Lisa Murkowski and Mitt Romney on Monday brought to three the number of Republican senators to say they would vote in favor of supporting Ketanji Brown Jackson as Joe Biden’s nominee to the US supreme court.
Murkowski of Alaska put out a statement on Monday evening saying: “After multiple in-depth conversations with Judge Jackson and deliberative review of her record and recent hearings, I will support her historic nomination to be an Associate Justice on the US supreme court.”
Then Romney, the Utah senator and former presidential candidate, issued a statement in which he praised Jackson as a well-qualified jurist and “a person of honor”. He congratulated her on “her expected confirmation”.
Last week the Republican Susan Collins of Maine was the first from her party to say she was a “yes” on Jackson, guaranteeing a bipartisan aspect to her confirmation days after an acrimonious Senate confirmation hearing on Capitol Hill.
Jackson is unlikely to need any Republican votes but the support of the moderates Murkowski, Romney and Collins, at least, will be a huge fillip to Joe Biden’s efforts to appeal across the aisle.
In a statement, Murkowski said her support stemmed from a “rejection of the corrosive politicization of the review process for supreme court nominees, which, on both sides of the aisle, is growing worse and more detached from reality by the year. While I have not and will not agree with all of Judge Jackson’s decisions and opinions, her approach to cases is carefully considered and is generally well reasoned.”
Earlier on Monday, a deadlocked Senate judiciary committee voted on partisan lines to advance the nomination of Jackson, putting Biden’s nominee on track to become the first Black woman confirmed to the supreme court.
Following days that included harsh questioning from Republicans and debate over Jackson’s judicial record and qualifications, the committee vote was evenly split between Democrats and Republicans, 11-11.
The tie forced Democrats to deploy a rare procedural move requiring a separate vote to “discharge” Jackson’s nomination from the committee to the Senate floor.
A vote on that discharge petition took place in the Senate on Monday evening, where it was approved by 53 to 47, clearing the way for the Senate to debate and ultimately give final approval of her nomination.
The panel’s split decision will delay but not derail Jackson’s nomination to replace the retiring justice Stephen Breyer, the most senior member of the court’s minority liberal wing.
But the committee vote along party lines underscored the intense partisan acrimony that has come to define modern supreme court nomination proceedings.
Opening the meeting on Monday morning, Dick Durbin of Illinois, the committee’s Democratic chair, praised Jackson’s “impeccable qualifications” and said her experience as a public defender would bring a “missing perspective to the court”.

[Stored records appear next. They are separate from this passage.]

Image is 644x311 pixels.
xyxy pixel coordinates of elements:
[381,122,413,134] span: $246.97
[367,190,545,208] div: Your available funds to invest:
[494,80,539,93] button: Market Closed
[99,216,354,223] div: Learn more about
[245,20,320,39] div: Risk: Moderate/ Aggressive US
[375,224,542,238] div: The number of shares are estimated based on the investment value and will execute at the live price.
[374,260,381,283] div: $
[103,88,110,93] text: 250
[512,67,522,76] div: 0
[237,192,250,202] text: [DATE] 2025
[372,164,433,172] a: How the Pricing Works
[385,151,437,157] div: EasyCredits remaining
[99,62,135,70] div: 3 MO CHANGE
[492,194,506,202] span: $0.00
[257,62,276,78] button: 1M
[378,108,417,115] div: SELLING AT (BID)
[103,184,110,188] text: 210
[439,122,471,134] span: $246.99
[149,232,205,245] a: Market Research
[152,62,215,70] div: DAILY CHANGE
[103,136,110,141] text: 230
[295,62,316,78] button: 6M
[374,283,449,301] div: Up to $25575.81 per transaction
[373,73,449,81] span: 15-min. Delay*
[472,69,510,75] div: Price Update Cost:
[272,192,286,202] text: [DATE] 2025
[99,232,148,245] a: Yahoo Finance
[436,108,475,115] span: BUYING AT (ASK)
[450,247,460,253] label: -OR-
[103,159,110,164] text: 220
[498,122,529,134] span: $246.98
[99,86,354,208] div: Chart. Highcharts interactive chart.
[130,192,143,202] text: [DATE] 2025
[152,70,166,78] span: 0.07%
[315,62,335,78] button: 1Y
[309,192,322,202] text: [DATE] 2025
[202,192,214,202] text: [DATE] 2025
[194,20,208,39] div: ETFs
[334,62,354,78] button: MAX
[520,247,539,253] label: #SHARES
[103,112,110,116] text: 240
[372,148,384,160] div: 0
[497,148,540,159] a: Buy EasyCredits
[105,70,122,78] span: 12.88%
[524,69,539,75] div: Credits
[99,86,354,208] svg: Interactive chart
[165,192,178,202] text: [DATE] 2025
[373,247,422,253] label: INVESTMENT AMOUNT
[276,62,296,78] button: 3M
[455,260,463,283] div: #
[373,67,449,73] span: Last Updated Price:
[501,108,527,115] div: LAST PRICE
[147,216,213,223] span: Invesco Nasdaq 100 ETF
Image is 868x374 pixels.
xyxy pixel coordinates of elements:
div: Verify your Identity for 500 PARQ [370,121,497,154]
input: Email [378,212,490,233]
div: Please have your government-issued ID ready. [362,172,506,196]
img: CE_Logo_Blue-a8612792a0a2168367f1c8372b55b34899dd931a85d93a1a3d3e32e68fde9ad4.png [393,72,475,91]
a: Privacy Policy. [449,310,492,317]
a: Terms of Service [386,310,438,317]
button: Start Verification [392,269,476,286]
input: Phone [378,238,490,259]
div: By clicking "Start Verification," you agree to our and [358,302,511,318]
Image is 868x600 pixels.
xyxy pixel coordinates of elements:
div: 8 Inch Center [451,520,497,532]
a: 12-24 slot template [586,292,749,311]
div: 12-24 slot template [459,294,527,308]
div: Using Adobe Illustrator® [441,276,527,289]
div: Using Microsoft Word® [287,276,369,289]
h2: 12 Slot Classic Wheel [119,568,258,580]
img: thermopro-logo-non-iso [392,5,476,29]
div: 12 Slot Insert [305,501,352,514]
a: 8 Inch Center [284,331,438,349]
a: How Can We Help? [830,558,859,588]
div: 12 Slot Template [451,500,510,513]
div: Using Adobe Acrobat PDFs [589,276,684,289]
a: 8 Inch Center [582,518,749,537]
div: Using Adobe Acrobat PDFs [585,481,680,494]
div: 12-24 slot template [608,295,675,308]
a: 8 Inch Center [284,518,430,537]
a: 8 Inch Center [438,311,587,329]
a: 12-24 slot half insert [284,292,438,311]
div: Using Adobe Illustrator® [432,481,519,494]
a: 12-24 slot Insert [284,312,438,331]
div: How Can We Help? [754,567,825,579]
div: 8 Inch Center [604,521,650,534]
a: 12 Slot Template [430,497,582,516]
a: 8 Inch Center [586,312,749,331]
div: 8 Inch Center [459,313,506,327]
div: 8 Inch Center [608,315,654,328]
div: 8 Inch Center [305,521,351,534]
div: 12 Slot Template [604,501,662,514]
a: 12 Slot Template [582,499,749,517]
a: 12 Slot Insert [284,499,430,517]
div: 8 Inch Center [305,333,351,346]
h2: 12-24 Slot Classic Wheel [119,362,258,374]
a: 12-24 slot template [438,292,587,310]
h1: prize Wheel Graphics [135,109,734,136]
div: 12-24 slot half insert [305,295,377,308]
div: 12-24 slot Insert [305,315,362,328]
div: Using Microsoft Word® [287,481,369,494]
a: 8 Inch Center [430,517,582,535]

“Hers is a uniquely American family story, how much hope and promise can be achieved in just one generation,” Durbin said. “I’m proud we can bear witness to it.”
The committee spent the morning debating Jackson’s nomination, sparring over many of the same issues that the senators discussed with her privately during their one-on-one meetings with the judge and publicly during days of hearings that included personal testimony and combative rounds of questioning about her judicial record.
But before the vote could occur, Democrats briefly recessed the meeting to await the arrival of the California Democrat Alex Padilla, whose overnight flight to Washington had been diverted due to a medical emergency onboard and was delayed.
Like the full Senate, the committee’s 22 members are evenly divided between the parties, meaning Democrats needed Padilla’s vote to force a tie and advance Jackson’s nomination.
Democrats and the White House hope to confirm Jackson to the lifetime position on the court before Congress recesses for the Easter holiday on Friday. The 51-year-old was confirmed by the Senate to the US court of appeals for the DC circuit last year with the support of three Republicans: Collins, Murkowski and Lindsey Graham of South Carolina.
Graham has said he will not support Jackson’s nomination to the supreme court, calling her an “activist to the core”, outside the judicial mainstream.
If confirmed, Jackson would make history as the first Black woman and only the sixth woman to sit on the court in its more than 200-year history. Her confirmation would, however, do little to change the ideological balance of the court, in which conservatives outnumber liberals 6-3.
During the morning debate, Durbin lamented Republican hostility toward Jackson, accusing senators of leveraging “vile” and “discredited” attacks on her record and character.
“She stayed calm and collected. She showed dignity, grace and poise,” Durbin said. “It is unfortunate that our hearing came to that, but if there is one positive to take away from these attacks, it is that the nation got to see the temperament of a good, strong person truly ready to serve on the highest court in the land.”
Republicans had sought to portray Jackson as “soft on crime”, a line of attack dismissed outright by the American Bar Association, which testified that she was strongly qualified for the position.
Republicans on the committee appear uniformly opposed to Jackson’s nomination, starting with the ranking member, Chuck Grassley of Iowa, who announced he would not vote to confirm Jackson because “she and I have fundamental, different views on the role of judges and the role that they should play in our system of government”.
Cory Booker, a New Jersey Democrat, compared proceedings on Jackson’s nomination to Festivus, the holiday celebrated on the TV series Seinfeld.
“There’s been a lot of airing of grievances,” Booker said, adding: “I’ve heard things that are just ridiculous.”
During more than 30 hours of hearings last month, Jackson pledged to be an independent justice who would decide cases from a “neutral position”. She defended her record while reflecting on her personal story as the daughter of public school teachers in the segregated south.
The NAACP condemned panel Republicans.
“It’s a stain on the committee that this vote was not unanimous,” NAACP president Derrick Johnson said, urging Jackson’s confirmation. “History will be watching.”